Seerla chuckled. “Sounds like you could use some more practice for the persuasive writing section of the Law Comp. Maybe we should work on that tomorrow before Rhea and Benn get back.”
“Ugh, is this really the reason you wanted me to stay? So you wouldn’t lose your study buddy?”
“Well, obviously. After the Comp, you can do what you want.”
Thirtyx pushed himself to his feet and tried futilely to brush the mud off his pants. After realizing it was a lost cause, he extended a hand to help Seerla.
Again, it seemed her hand stayed in his for longer than it needed to. The action just barely sated that gaping hole in his stomach or chest or perhaps both. Then, her hand slipped away, and the longing flared into a nearly physical ache. He’d imagined that, in the wake of a near-death experience, these feelings would be the furthest thing from his mind. But despite all the grief he’d given Seerla for coming to find him, it just made him fall harder for her.
And it made him wonder—now with a firmer argument than his abstract hope—if she was falling for him too.
It didn’t matter. Until Comps, nothing mattered apart from staying alive and continuing to cram. But he could tell his Verith hunger and stupid hormones that all he wanted, and shutting them up would still be a losing battle.

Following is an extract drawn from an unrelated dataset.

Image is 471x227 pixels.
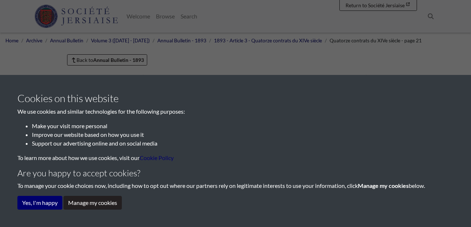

It would be an even harder battle if he thought Seerla might be fighting the same one.
“Hey, Thirtyx?”
He realized he was still standing there, dumbstruck, staring after Seerla as she and her dragonfire headed toward the path. His exaggerated steps to catch up did nothing to improve his image. “Yeah?”
The mischievous glimmer in her eye made his heart skip a beat. “I can’t wait to see their faces Onspane morning when you waltz into class like nothing happened.”
He wanted to say that he couldn’t either, but at that moment, there was only one face he cared about.